My hon. Friend the Member for Bury St. Edmunds (Mr. Ruffley) rightly raised the concern about how the cash that was taken from the RDC will be used. Will the Minister confirm that that money from the RDC budget will go back into rural areas, and will not be diverted into towns?
The White Paper states that the regional development agency boards will have 12 members, although the Bill provides for up to 15. The White Paper says:
In its response to the consultation paper, the Consortium of Rural TECs stated:
As my right hon. Friend the Member for Sutton Coldfield said when he opened for the Opposition, the Government have a longer-term agenda. Behind a smokescreen of claims that they favour decentralisation and want bodies that are accountable to the regions, they are conducting an exercise whose long-term aim seems to be to increase ministerial control, expand quangos, empower bureaucrats and undermine local government.
"such information as the Secretary of State may specify by directions to the agency".
There we have it. The Government, who have often boasted of their commitment to greater openness, are establishing nine new, unaccountable bodies which will wield considerable powers and control significant budgets, and are apparently intended to achieve great things. That same Government have decided that all that Parliament can be told about those bodies is what the Secretary of State decides it is safe to disclose. Clause 17 makes the Minister without Portfolio's approach to the running of the millennium dome look like a shining example of transparency.
"We believe that these tasks cannot all be directed from London"?
Will the Minister tell us whether she agrees with the views of the North Durham Labour party in its response to the consultation document? It said:
"We believe that the mechanisms of accountability proposed in the Consultation Document are palpably inadequate".
The truth is that the Bill involves a huge increase in the powers of the Secretary of State. Although the Minister for the Regions, Regeneration and Planning said that the Government trusted the people, clause 2 gives the Secretary of State the sole power to appoint the regional development agency boards. Clause 7 enables the Secretary of State alone to dictate the strategies that RDAs should follow. Clause 8 allows the Secretary of State alone to decide whom the regional development agencies should consult. Clauses 9 to 13 give the Secretary of State total financial control over the RDAs, even to the point of telling them how they should keep their books--and so on throughout every part of the Bill.

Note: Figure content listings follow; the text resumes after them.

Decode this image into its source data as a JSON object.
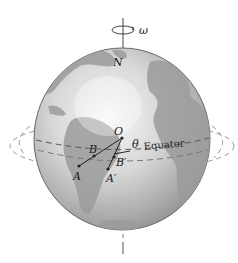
{
  "figure": {
    "labels": {
      "omega": "ω",
      "north": "N",
      "center": "O",
      "angle": "θ",
      "point_b": "B",
      "point_a": "A",
      "point_b_prime": "B′",
      "point_a_prime": "A′",
      "equator": "Equator"
    },
    "colors": {
      "ocean_light": "#f4f4f4",
      "ocean_dark": "#8e8e8e",
      "land": "#9a9a9a",
      "outline": "#555555",
      "dashed": "#666666",
      "text": "#1a1a1a"
    }
  }
}
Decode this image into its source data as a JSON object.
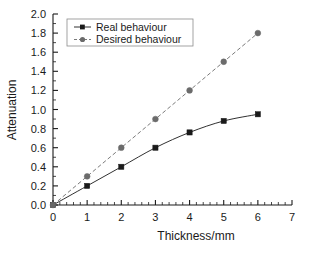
{
  "chart_data": {
    "type": "line",
    "title": "",
    "xlabel": "Thickness/mm",
    "ylabel": "Attenuation",
    "xlim": [
      0,
      7
    ],
    "ylim": [
      0.0,
      2.0
    ],
    "xticks": [
      "0",
      "1",
      "2",
      "3",
      "4",
      "5",
      "6",
      "7"
    ],
    "xtick_values": [
      0,
      1,
      2,
      3,
      4,
      5,
      6,
      7
    ],
    "yticks": [
      "0.0",
      "0.2",
      "0.4",
      "0.6",
      "0.8",
      "1.0",
      "1.2",
      "1.4",
      "1.6",
      "1.8",
      "2.0"
    ],
    "ytick_values": [
      0.0,
      0.2,
      0.4,
      0.6,
      0.8,
      1.0,
      1.2,
      1.4,
      1.6,
      1.8,
      2.0
    ],
    "grid": false,
    "legend_position": "upper left (inside plot area)",
    "x": [
      0,
      1,
      2,
      3,
      4,
      5,
      6
    ],
    "series": [
      {
        "name": "Real behaviour",
        "values": [
          0.0,
          0.2,
          0.4,
          0.6,
          0.76,
          0.88,
          0.95
        ],
        "color": "#1a1a1a",
        "marker": "square",
        "linestyle": "solid"
      },
      {
        "name": "Desired behaviour",
        "values": [
          0.0,
          0.3,
          0.6,
          0.9,
          1.2,
          1.5,
          1.8
        ],
        "color": "#6b6b6b",
        "marker": "circle",
        "linestyle": "dashed"
      }
    ]
  },
  "legend": {
    "entries": [
      {
        "label": "Real behaviour"
      },
      {
        "label": "Desired behaviour"
      }
    ]
  },
  "axes": {
    "x_title": "Thickness/mm",
    "y_title": "Attenuation"
  }
}
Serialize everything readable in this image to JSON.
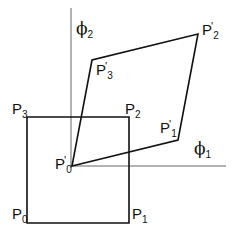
{
  "diagram": {
    "type": "coordinate transformation",
    "axes": {
      "vertical": {
        "label": "ϕ",
        "subscript": "2"
      },
      "horizontal": {
        "label": "ϕ",
        "subscript": "1"
      }
    },
    "square": {
      "points": [
        {
          "label": "P",
          "subscript": "0",
          "prime": ""
        },
        {
          "label": "P",
          "subscript": "1",
          "prime": ""
        },
        {
          "label": "P",
          "subscript": "2",
          "prime": ""
        },
        {
          "label": "P",
          "subscript": "3",
          "prime": ""
        }
      ]
    },
    "parallelogram": {
      "points": [
        {
          "label": "P",
          "subscript": "0",
          "prime": "'"
        },
        {
          "label": "P",
          "subscript": "1",
          "prime": "'"
        },
        {
          "label": "P",
          "subscript": "2",
          "prime": "'"
        },
        {
          "label": "P",
          "subscript": "3",
          "prime": "'"
        }
      ]
    },
    "colors": {
      "stroke": "#111111",
      "axis": "#555555",
      "background": "#ffffff"
    }
  }
}
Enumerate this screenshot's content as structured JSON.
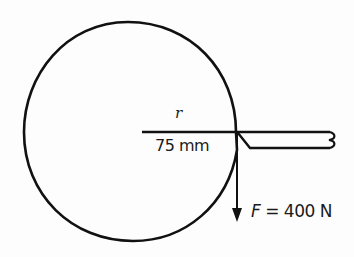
{
  "figure": {
    "type": "mechanics-diagram",
    "labels": {
      "radius_symbol": "r",
      "radius_value": "75 mm",
      "force_symbol": "F",
      "force_equals": " = ",
      "force_value": "400 N"
    },
    "colors": {
      "stroke": "#111111",
      "background": "#fdfdfd"
    }
  }
}
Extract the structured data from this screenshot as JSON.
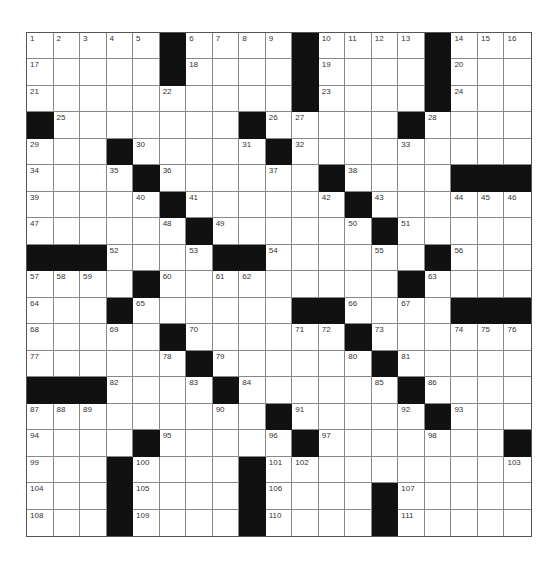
{
  "puzzle": {
    "rows": 19,
    "cols": 19,
    "colors": {
      "block": "#111111",
      "cell": "#ffffff",
      "grid_line": "#888888",
      "number": "#333333"
    },
    "grid": [
      ".....#....#....#...",
      ".....#....#....#...",
      "..........#....#...",
      "#.......#.....#....",
      "...#....#..........",
      "...#.....#.#....###",
      ".....#.....#.......",
      "......#.....#......",
      "###......##....#...",
      "....#...........#..",
      "...#......##.....###",
      ".....#......#......",
      "......#.....#......",
      "###.....#....#.....",
      ".........#....#....",
      "....#....#.......#",
      "...#....#.........",
      "...#....#...#.....",
      "...#....#...#....."
    ],
    "blocks": [
      [
        0,
        5
      ],
      [
        0,
        10
      ],
      [
        0,
        15
      ],
      [
        1,
        5
      ],
      [
        1,
        10
      ],
      [
        1,
        15
      ],
      [
        2,
        10
      ],
      [
        2,
        15
      ],
      [
        3,
        0
      ],
      [
        3,
        8
      ],
      [
        3,
        14
      ],
      [
        4,
        3
      ],
      [
        4,
        9
      ],
      [
        5,
        4
      ],
      [
        5,
        11
      ],
      [
        5,
        16
      ],
      [
        5,
        17
      ],
      [
        5,
        18
      ],
      [
        6,
        5
      ],
      [
        6,
        12
      ],
      [
        7,
        6
      ],
      [
        7,
        13
      ],
      [
        8,
        0
      ],
      [
        8,
        1
      ],
      [
        8,
        2
      ],
      [
        8,
        7
      ],
      [
        8,
        8
      ],
      [
        8,
        15
      ],
      [
        9,
        4
      ],
      [
        9,
        14
      ],
      [
        10,
        3
      ],
      [
        10,
        10
      ],
      [
        10,
        11
      ],
      [
        10,
        16
      ],
      [
        10,
        17
      ],
      [
        10,
        18
      ],
      [
        11,
        5
      ],
      [
        11,
        12
      ],
      [
        12,
        6
      ],
      [
        12,
        13
      ],
      [
        13,
        0
      ],
      [
        13,
        1
      ],
      [
        13,
        2
      ],
      [
        13,
        7
      ],
      [
        13,
        14
      ],
      [
        14,
        9
      ],
      [
        14,
        15
      ],
      [
        15,
        4
      ],
      [
        15,
        10
      ],
      [
        15,
        18
      ],
      [
        16,
        3
      ],
      [
        16,
        8
      ],
      [
        17,
        3
      ],
      [
        17,
        8
      ],
      [
        17,
        13
      ],
      [
        18,
        3
      ],
      [
        18,
        8
      ],
      [
        18,
        13
      ]
    ],
    "numbers": [
      {
        "n": "1",
        "r": 0,
        "c": 0
      },
      {
        "n": "2",
        "r": 0,
        "c": 1
      },
      {
        "n": "3",
        "r": 0,
        "c": 2
      },
      {
        "n": "4",
        "r": 0,
        "c": 3
      },
      {
        "n": "5",
        "r": 0,
        "c": 4
      },
      {
        "n": "6",
        "r": 0,
        "c": 6
      },
      {
        "n": "7",
        "r": 0,
        "c": 7
      },
      {
        "n": "8",
        "r": 0,
        "c": 8
      },
      {
        "n": "9",
        "r": 0,
        "c": 9
      },
      {
        "n": "10",
        "r": 0,
        "c": 11
      },
      {
        "n": "11",
        "r": 0,
        "c": 12
      },
      {
        "n": "12",
        "r": 0,
        "c": 13
      },
      {
        "n": "13",
        "r": 0,
        "c": 14
      },
      {
        "n": "14",
        "r": 0,
        "c": 16
      },
      {
        "n": "15",
        "r": 0,
        "c": 17
      },
      {
        "n": "16",
        "r": 0,
        "c": 18
      },
      {
        "n": "17",
        "r": 1,
        "c": 0
      },
      {
        "n": "18",
        "r": 1,
        "c": 6
      },
      {
        "n": "19",
        "r": 1,
        "c": 11
      },
      {
        "n": "20",
        "r": 1,
        "c": 16
      },
      {
        "n": "21",
        "r": 2,
        "c": 0
      },
      {
        "n": "22",
        "r": 2,
        "c": 5
      },
      {
        "n": "23",
        "r": 2,
        "c": 11
      },
      {
        "n": "24",
        "r": 2,
        "c": 16
      },
      {
        "n": "25",
        "r": 3,
        "c": 1
      },
      {
        "n": "26",
        "r": 3,
        "c": 9
      },
      {
        "n": "27",
        "r": 3,
        "c": 10
      },
      {
        "n": "28",
        "r": 3,
        "c": 15
      },
      {
        "n": "29",
        "r": 4,
        "c": 0
      },
      {
        "n": "30",
        "r": 4,
        "c": 4
      },
      {
        "n": "31",
        "r": 4,
        "c": 8
      },
      {
        "n": "32",
        "r": 4,
        "c": 10
      },
      {
        "n": "33",
        "r": 4,
        "c": 14
      },
      {
        "n": "34",
        "r": 5,
        "c": 0
      },
      {
        "n": "35",
        "r": 5,
        "c": 3
      },
      {
        "n": "36",
        "r": 5,
        "c": 5
      },
      {
        "n": "37",
        "r": 5,
        "c": 9
      },
      {
        "n": "38",
        "r": 5,
        "c": 12
      },
      {
        "n": "39",
        "r": 6,
        "c": 0
      },
      {
        "n": "40",
        "r": 6,
        "c": 4
      },
      {
        "n": "41",
        "r": 6,
        "c": 6
      },
      {
        "n": "42",
        "r": 6,
        "c": 11
      },
      {
        "n": "43",
        "r": 6,
        "c": 13
      },
      {
        "n": "44",
        "r": 6,
        "c": 16
      },
      {
        "n": "45",
        "r": 6,
        "c": 17
      },
      {
        "n": "46",
        "r": 6,
        "c": 18
      },
      {
        "n": "47",
        "r": 7,
        "c": 0
      },
      {
        "n": "48",
        "r": 7,
        "c": 5
      },
      {
        "n": "49",
        "r": 7,
        "c": 7
      },
      {
        "n": "50",
        "r": 7,
        "c": 12
      },
      {
        "n": "51",
        "r": 7,
        "c": 14
      },
      {
        "n": "52",
        "r": 8,
        "c": 3
      },
      {
        "n": "53",
        "r": 8,
        "c": 6
      },
      {
        "n": "54",
        "r": 8,
        "c": 9
      },
      {
        "n": "55",
        "r": 8,
        "c": 13
      },
      {
        "n": "56",
        "r": 8,
        "c": 16
      },
      {
        "n": "57",
        "r": 9,
        "c": 0
      },
      {
        "n": "58",
        "r": 9,
        "c": 1
      },
      {
        "n": "59",
        "r": 9,
        "c": 2
      },
      {
        "n": "60",
        "r": 9,
        "c": 5
      },
      {
        "n": "61",
        "r": 9,
        "c": 7
      },
      {
        "n": "62",
        "r": 9,
        "c": 8
      },
      {
        "n": "63",
        "r": 9,
        "c": 15
      },
      {
        "n": "64",
        "r": 10,
        "c": 0
      },
      {
        "n": "65",
        "r": 10,
        "c": 4
      },
      {
        "n": "66",
        "r": 10,
        "c": 12
      },
      {
        "n": "67",
        "r": 10,
        "c": 14
      },
      {
        "n": "68",
        "r": 11,
        "c": 0
      },
      {
        "n": "69",
        "r": 11,
        "c": 3
      },
      {
        "n": "70",
        "r": 11,
        "c": 6
      },
      {
        "n": "71",
        "r": 11,
        "c": 10
      },
      {
        "n": "72",
        "r": 11,
        "c": 11
      },
      {
        "n": "73",
        "r": 11,
        "c": 13
      },
      {
        "n": "74",
        "r": 11,
        "c": 16
      },
      {
        "n": "75",
        "r": 11,
        "c": 17
      },
      {
        "n": "76",
        "r": 11,
        "c": 18
      },
      {
        "n": "77",
        "r": 12,
        "c": 0
      },
      {
        "n": "78",
        "r": 12,
        "c": 5
      },
      {
        "n": "79",
        "r": 12,
        "c": 7
      },
      {
        "n": "80",
        "r": 12,
        "c": 12
      },
      {
        "n": "81",
        "r": 12,
        "c": 14
      },
      {
        "n": "82",
        "r": 13,
        "c": 3
      },
      {
        "n": "83",
        "r": 13,
        "c": 6
      },
      {
        "n": "84",
        "r": 13,
        "c": 8
      },
      {
        "n": "85",
        "r": 13,
        "c": 13
      },
      {
        "n": "86",
        "r": 13,
        "c": 15
      },
      {
        "n": "87",
        "r": 14,
        "c": 0
      },
      {
        "n": "88",
        "r": 14,
        "c": 1
      },
      {
        "n": "89",
        "r": 14,
        "c": 2
      },
      {
        "n": "90",
        "r": 14,
        "c": 7
      },
      {
        "n": "91",
        "r": 14,
        "c": 10
      },
      {
        "n": "92",
        "r": 14,
        "c": 14
      },
      {
        "n": "93",
        "r": 14,
        "c": 16
      },
      {
        "n": "94",
        "r": 15,
        "c": 0
      },
      {
        "n": "95",
        "r": 15,
        "c": 5
      },
      {
        "n": "96",
        "r": 15,
        "c": 9
      },
      {
        "n": "97",
        "r": 15,
        "c": 11
      },
      {
        "n": "98",
        "r": 15,
        "c": 15
      },
      {
        "n": "99",
        "r": 16,
        "c": 0
      },
      {
        "n": "100",
        "r": 16,
        "c": 4
      },
      {
        "n": "101",
        "r": 16,
        "c": 9
      },
      {
        "n": "102",
        "r": 16,
        "c": 10
      },
      {
        "n": "103",
        "r": 16,
        "c": 18
      },
      {
        "n": "104",
        "r": 17,
        "c": 0
      },
      {
        "n": "105",
        "r": 17,
        "c": 4
      },
      {
        "n": "106",
        "r": 17,
        "c": 9
      },
      {
        "n": "107",
        "r": 17,
        "c": 14
      },
      {
        "n": "108",
        "r": 18,
        "c": 0
      },
      {
        "n": "109",
        "r": 18,
        "c": 4
      },
      {
        "n": "110",
        "r": 18,
        "c": 9
      },
      {
        "n": "111",
        "r": 18,
        "c": 14
      }
    ]
  }
}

"each RDA Board will include at least one member who can contribute a strong rural perspective,".
That is an extraordinary insight into the Government's attitude to the countryside. Never mind that one person in five lives there and that four fifths of the land area is rural: in the Government's mind, a token board member is sufficient to discharge their responsibilities to the rural community.
"There are concerns that the Regional Development Agency model may increase the focus on inner cities and fail to address the needs of the communities in the rural areas."

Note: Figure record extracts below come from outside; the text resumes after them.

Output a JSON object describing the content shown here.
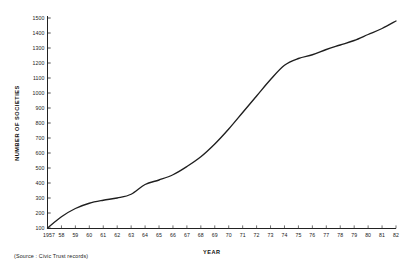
{
  "chart_data": {
    "type": "line",
    "title": "",
    "xlabel": "YEAR",
    "ylabel": "NUMBER OF SOCIETIES",
    "xlim": [
      1957,
      1982
    ],
    "ylim": [
      0,
      1500
    ],
    "grid": false,
    "legend": null,
    "source_note": "(Source : Civic Trust records)",
    "y_ticks": [
      100,
      200,
      300,
      400,
      500,
      600,
      700,
      800,
      900,
      1000,
      1100,
      1200,
      1300,
      1400,
      1500
    ],
    "y_tick_labels": [
      "100",
      "200",
      "300",
      "400",
      "500",
      "600",
      "700",
      "800",
      "900",
      "1000",
      "1100",
      "1200",
      "1300",
      "1400",
      "1500"
    ],
    "x_ticks": [
      1957,
      1958,
      1959,
      1960,
      1961,
      1962,
      1963,
      1964,
      1965,
      1966,
      1967,
      1968,
      1969,
      1970,
      1971,
      1972,
      1973,
      1974,
      1975,
      1976,
      1977,
      1978,
      1979,
      1980,
      1981,
      1982
    ],
    "x_tick_labels": [
      "1957",
      "58",
      "59",
      "60",
      "61",
      "62",
      "63",
      "64",
      "65",
      "66",
      "67",
      "68",
      "69",
      "70",
      "71",
      "72",
      "73",
      "74",
      "75",
      "76",
      "77",
      "78",
      "79",
      "80",
      "81",
      "82"
    ],
    "series": [
      {
        "name": "Number of societies",
        "color": "#1f1f1f",
        "x": [
          1957,
          1958,
          1959,
          1960,
          1961,
          1962,
          1963,
          1964,
          1965,
          1966,
          1967,
          1968,
          1969,
          1970,
          1971,
          1972,
          1973,
          1974,
          1975,
          1976,
          1977,
          1978,
          1979,
          1980,
          1981,
          1982
        ],
        "values": [
          100,
          175,
          230,
          265,
          285,
          300,
          325,
          390,
          420,
          455,
          510,
          575,
          660,
          760,
          870,
          980,
          1090,
          1185,
          1230,
          1255,
          1290,
          1320,
          1350,
          1390,
          1430,
          1480
        ]
      }
    ]
  }
}
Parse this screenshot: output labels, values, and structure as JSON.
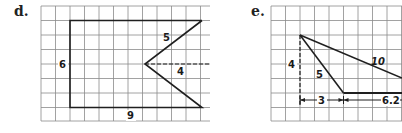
{
  "figures": [
    {
      "id": "d",
      "label": "d.",
      "shape": "rectangle with triangular notch",
      "dimensions": {
        "height": "6",
        "width": "9",
        "slant": "5",
        "notch_depth": "4"
      }
    },
    {
      "id": "e",
      "label": "e.",
      "shape": "obtuse triangle with height and base extension",
      "dimensions": {
        "height": "4",
        "short_side": "5",
        "long_side": "10",
        "offset": "3",
        "base": "6.2"
      }
    }
  ],
  "colors": {
    "grid": "#8a8a8a",
    "shape": "#1f1f1f",
    "background": "#ffffff"
  }
}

There are widespread fears that the RDAs will be urban-based bodies that will focus on urban issues. Like many of my hon. Friends, I represent a rural seat. I live in a small village, and the fear in that rural community is that RDAs are another plank in the Government's strategy to urbanise Britain, first through the planning system, and secondly by starving the rural areas of resources by changes to the revenue support grant and in other ways. Thirdly, they will change the character of the countryside by banning traditional recreations.